This is the title I chose for my personal blog, which is meant to give me an outlet for one of my favorite crafts – writing – plus to use an image from my favorite sport, golf. Out of college, my first job was as a reporter for the Daily Astorian in Astoria, Oregon, and I went on from there to practice writing in all of my professional positions, including as press secretary in Washington, D.C. for a Democrat Congressman from Oregon (Les AuCoin), as an Oregon state government manager in Salem and Portland, as press secretary for Oregon’s last Republican governor (Vic Atiyeh), and as a private sector lobbyist. This blog also allows me to link another favorite pastime – politics and the art of developing public policy – to what I write. I could have called this blog “Middle Ground,” for that is what I long for in both politics and golf. The middle ground is often where the best public policy decisions lie. And it is where you want to be on a golf course.
This blog question arises in my mind because of the trials and tribulations America – and the world – are facing these days with the rise of the Covid 19 Delta Variant virus.
I am not a doctor, far from it. But I remember the Hippocratic Oath as one many doctors not only took, but lived by.
I thought of this when I read a column by Ruth Marcus, deputy editorial page editor of the Washington Post.
Her basic premise appeared under this headline:
Doctors should be allowed to give priority to vaccinated patients when resources are scarce
Further, she wrote:
“I’m going to come right out and say it: In situations where hospitals are overwhelmed and resources such as intensive care beds or ventilators are scarce, vaccinated patients should be given priority over those who have refused vaccination without a legitimate medical or religious reason.
“This conflicts radically with accepted medical ethics, I recognize. And under ordinary circumstances, I agree with those rules. The lung cancer patient who’s been smoking two packs a day for decades is entitled to the same treatment as the one who never took a puff. The drunk driver who kills a family gets a team doing its utmost to save him — although, not perhaps, a liver transplant if he needs one. Doctors are healers, not judges.
“But the coronavirus pandemic, the development of a highly effective vaccine, and the emergence of a core of vaccine resisters along with an infectious new variant have combined to change the ethical calculus. Those who insist on refusing the vaccine for no reason are not in the same moral position of the smoker with lung cancer or the drunk driver.
“In situations where resources are scarce and hard choices must be made, they are not entitled to the same no-questions-asked, no-holds-barred medical care as others who behaved more responsibly.”
Marcus makes great points. Plus, I agree with her. Anti-vaxxers should pay a price for their abhorrent conduct and the rest of us should benefit with better access to health care.
I thought of this as Salem Health, the main hospital where I live, went on record saying that it is out of hospital beds for patients, including intensive care beds. One reason? The unvaccinated are taking a number of those beds.
Consider the Hippocratic Oath, the one most doctors take to verify their intent to provide quality care for patients. What it says, in sum, in this:
“Treat the sick to the best of one’s ability, preserve patient privacy, teach the secrets of medicine to the next generation, and so on.”
Agreed. But, today, anti-vaxxers, I submit, have given up their right to “in line” medical care because of their conduct…they deserve to suffer the fate their obstinance requires.
I decided to ask one of my friends, a medical doctor, what she thought of this conundrum – an oath exists, likely has been taken, and governs care for decades, but then potentially is overcome by an unforeseen circumstance – Covid 19.
While I wait for her response, I post this blog.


§ **TASK INSTRUCTIONS**
Copy the records below without altering a single word.

[Dataset rows about figures]

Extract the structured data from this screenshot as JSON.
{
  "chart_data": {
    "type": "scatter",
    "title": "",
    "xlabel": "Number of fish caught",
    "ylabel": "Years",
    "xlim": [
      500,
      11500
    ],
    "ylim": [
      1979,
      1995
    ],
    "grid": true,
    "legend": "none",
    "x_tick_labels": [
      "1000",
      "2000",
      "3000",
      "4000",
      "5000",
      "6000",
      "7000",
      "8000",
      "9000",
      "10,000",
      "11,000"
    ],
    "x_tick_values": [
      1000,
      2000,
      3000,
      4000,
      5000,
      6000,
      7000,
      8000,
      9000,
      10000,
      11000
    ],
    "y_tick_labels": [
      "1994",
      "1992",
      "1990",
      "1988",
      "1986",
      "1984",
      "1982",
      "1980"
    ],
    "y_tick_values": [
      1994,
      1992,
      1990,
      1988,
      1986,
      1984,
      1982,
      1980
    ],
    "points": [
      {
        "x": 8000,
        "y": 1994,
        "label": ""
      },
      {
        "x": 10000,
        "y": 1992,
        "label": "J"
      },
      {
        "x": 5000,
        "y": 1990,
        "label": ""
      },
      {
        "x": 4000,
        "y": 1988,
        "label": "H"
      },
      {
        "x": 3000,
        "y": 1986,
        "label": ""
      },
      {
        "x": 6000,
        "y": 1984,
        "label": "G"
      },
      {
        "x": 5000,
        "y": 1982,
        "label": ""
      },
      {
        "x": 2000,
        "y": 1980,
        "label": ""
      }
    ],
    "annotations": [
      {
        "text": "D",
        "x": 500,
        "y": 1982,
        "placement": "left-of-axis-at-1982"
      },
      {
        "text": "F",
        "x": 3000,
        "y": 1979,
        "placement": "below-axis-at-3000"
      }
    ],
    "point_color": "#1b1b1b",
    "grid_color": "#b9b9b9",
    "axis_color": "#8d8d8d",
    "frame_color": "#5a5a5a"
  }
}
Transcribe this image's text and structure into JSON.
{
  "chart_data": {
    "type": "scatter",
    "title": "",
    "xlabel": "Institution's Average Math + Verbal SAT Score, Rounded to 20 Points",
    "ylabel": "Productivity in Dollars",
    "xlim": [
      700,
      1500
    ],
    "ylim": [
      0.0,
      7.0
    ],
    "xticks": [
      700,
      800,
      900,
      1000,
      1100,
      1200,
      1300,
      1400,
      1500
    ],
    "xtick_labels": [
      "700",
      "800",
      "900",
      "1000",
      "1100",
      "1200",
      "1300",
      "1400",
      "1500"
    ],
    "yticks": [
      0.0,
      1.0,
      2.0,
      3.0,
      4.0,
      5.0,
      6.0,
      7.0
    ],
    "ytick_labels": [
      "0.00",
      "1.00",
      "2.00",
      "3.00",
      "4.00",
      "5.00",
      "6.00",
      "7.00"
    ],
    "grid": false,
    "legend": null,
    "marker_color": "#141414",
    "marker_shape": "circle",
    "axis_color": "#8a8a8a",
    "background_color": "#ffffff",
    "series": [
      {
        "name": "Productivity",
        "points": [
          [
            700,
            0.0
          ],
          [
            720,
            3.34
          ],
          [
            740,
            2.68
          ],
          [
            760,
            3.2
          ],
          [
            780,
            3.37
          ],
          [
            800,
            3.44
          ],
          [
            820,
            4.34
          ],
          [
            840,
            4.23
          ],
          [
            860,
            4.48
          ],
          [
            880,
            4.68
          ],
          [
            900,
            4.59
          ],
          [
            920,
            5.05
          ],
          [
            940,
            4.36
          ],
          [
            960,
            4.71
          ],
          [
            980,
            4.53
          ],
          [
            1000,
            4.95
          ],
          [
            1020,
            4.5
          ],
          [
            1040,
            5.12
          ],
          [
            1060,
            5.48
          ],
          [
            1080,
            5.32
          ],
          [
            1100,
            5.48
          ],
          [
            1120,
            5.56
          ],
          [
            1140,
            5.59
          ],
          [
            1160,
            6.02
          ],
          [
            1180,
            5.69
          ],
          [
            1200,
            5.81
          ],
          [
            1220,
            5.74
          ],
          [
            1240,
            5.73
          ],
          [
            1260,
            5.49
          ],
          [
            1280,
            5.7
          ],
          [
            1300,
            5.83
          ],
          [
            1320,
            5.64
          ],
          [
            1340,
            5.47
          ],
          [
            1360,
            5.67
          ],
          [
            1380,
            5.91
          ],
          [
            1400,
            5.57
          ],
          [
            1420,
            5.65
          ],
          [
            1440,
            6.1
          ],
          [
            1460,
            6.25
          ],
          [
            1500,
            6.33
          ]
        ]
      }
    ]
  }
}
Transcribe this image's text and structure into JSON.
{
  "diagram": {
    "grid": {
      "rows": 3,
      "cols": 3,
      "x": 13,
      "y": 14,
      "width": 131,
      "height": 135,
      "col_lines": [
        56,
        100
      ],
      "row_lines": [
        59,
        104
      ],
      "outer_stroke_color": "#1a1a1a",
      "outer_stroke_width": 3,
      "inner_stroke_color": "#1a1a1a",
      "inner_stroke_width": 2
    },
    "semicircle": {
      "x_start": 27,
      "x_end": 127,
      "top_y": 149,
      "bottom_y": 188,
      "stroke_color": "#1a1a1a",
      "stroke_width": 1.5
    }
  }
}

§ **TASK OUTPUT**
Extract the structured data from this screenshot as JSON.
{
  "chart_data": {
    "type": "scatter",
    "title": "",
    "xlabel": "Number of fish caught",
    "ylabel": "Years",
    "xlim": [
      500,
      11500
    ],
    "ylim": [
      1979,
      1995
    ],
    "grid": true,
    "legend": "none",
    "x_tick_labels": [
      "1000",
      "2000",
      "3000",
      "4000",
      "5000",
      "6000",
      "7000",
      "8000",
      "9000",
      "10,000",
      "11,000"
    ],
    "x_tick_values": [
      1000,
      2000,
      3000,
      4000,
      5000,
      6000,
      7000,
      8000,
      9000,
      10000,
      11000
    ],
    "y_tick_labels": [
      "1994",
      "1992",
      "1990",
      "1988",
      "1986",
      "1984",
      "1982",
      "1980"
    ],
    "y_tick_values": [
      1994,
      1992,
      1990,
      1988,
      1986,
      1984,
      1982,
      1980
    ],
    "points": [
      {
        "x": 8000,
        "y": 1994,
        "label": ""
      },
      {
        "x": 10000,
        "y": 1992,
        "label": "J"
      },
      {
        "x": 5000,
        "y": 1990,
        "label": ""
      },
      {
        "x": 4000,
        "y": 1988,
        "label": "H"
      },
      {
        "x": 3000,
        "y": 1986,
        "label": ""
      },
      {
        "x": 6000,
        "y": 1984,
        "label": "G"
      },
      {
        "x": 5000,
        "y": 1982,
        "label": ""
      },
      {
        "x": 2000,
        "y": 1980,
        "label": ""
      }
    ],
    "annotations": [
      {
        "text": "D",
        "x": 500,
        "y": 1982,
        "placement": "left-of-axis-at-1982"
      },
      {
        "text": "F",
        "x": 3000,
        "y": 1979,
        "placement": "below-axis-at-3000"
      }
    ],
    "point_color": "#1b1b1b",
    "grid_color": "#b9b9b9",
    "axis_color": "#8d8d8d",
    "frame_color": "#5a5a5a"
  }
}
Transcribe this image's text and structure into JSON.
{
  "chart_data": {
    "type": "scatter",
    "title": "",
    "xlabel": "Institution's Average Math + Verbal SAT Score, Rounded to 20 Points",
    "ylabel": "Productivity in Dollars",
    "xlim": [
      700,
      1500
    ],
    "ylim": [
      0.0,
      7.0
    ],
    "xticks": [
      700,
      800,
      900,
      1000,
      1100,
      1200,
      1300,
      1400,
      1500
    ],
    "xtick_labels": [
      "700",
      "800",
      "900",
      "1000",
      "1100",
      "1200",
      "1300",
      "1400",
      "1500"
    ],
    "yticks": [
      0.0,
      1.0,
      2.0,
      3.0,
      4.0,
      5.0,
      6.0,
      7.0
    ],
    "ytick_labels": [
      "0.00",
      "1.00",
      "2.00",
      "3.00",
      "4.00",
      "5.00",
      "6.00",
      "7.00"
    ],
    "grid": false,
    "legend": null,
    "marker_color": "#141414",
    "marker_shape": "circle",
    "axis_color": "#8a8a8a",
    "background_color": "#ffffff",
    "series": [
      {
        "name": "Productivity",
        "points": [
          [
            700,
            0.0
          ],
          [
            720,
            3.34
          ],
          [
            740,
            2.68
          ],
          [
            760,
            3.2
          ],
          [
            780,
            3.37
          ],
          [
            800,
            3.44
          ],
          [
            820,
            4.34
          ],
          [
            840,
            4.23
          ],
          [
            860,
            4.48
          ],
          [
            880,
            4.68
          ],
          [
            900,
            4.59
          ],
          [
            920,
            5.05
          ],
          [
            940,
            4.36
          ],
          [
            960,
            4.71
          ],
          [
            980,
            4.53
          ],
          [
            1000,
            4.95
          ],
          [
            1020,
            4.5
          ],
          [
            1040,
            5.12
          ],
          [
            1060,
            5.48
          ],
          [
            1080,
            5.32
          ],
          [
            1100,
            5.48
          ],
          [
            1120,
            5.56
          ],
          [
            1140,
            5.59
          ],
          [
            1160,
            6.02
          ],
          [
            1180,
            5.69
          ],
          [
            1200,
            5.81
          ],
          [
            1220,
            5.74
          ],
          [
            1240,
            5.73
          ],
          [
            1260,
            5.49
          ],
          [
            1280,
            5.7
          ],
          [
            1300,
            5.83
          ],
          [
            1320,
            5.64
          ],
          [
            1340,
            5.47
          ],
          [
            1360,
            5.67
          ],
          [
            1380,
            5.91
          ],
          [
            1400,
            5.57
          ],
          [
            1420,
            5.65
          ],
          [
            1440,
            6.1
          ],
          [
            1460,
            6.25
          ],
          [
            1500,
            6.33
          ]
        ]
      }
    ]
  }
}
Transcribe this image's text and structure into JSON.
{
  "diagram": {
    "grid": {
      "rows": 3,
      "cols": 3,
      "x": 13,
      "y": 14,
      "width": 131,
      "height": 135,
      "col_lines": [
        56,
        100
      ],
      "row_lines": [
        59,
        104
      ],
      "outer_stroke_color": "#1a1a1a",
      "outer_stroke_width": 3,
      "inner_stroke_color": "#1a1a1a",
      "inner_stroke_width": 2
    },
    "semicircle": {
      "x_start": 27,
      "x_end": 127,
      "top_y": 149,
      "bottom_y": 188,
      "stroke_color": "#1a1a1a",
      "stroke_width": 1.5
    }
  }
}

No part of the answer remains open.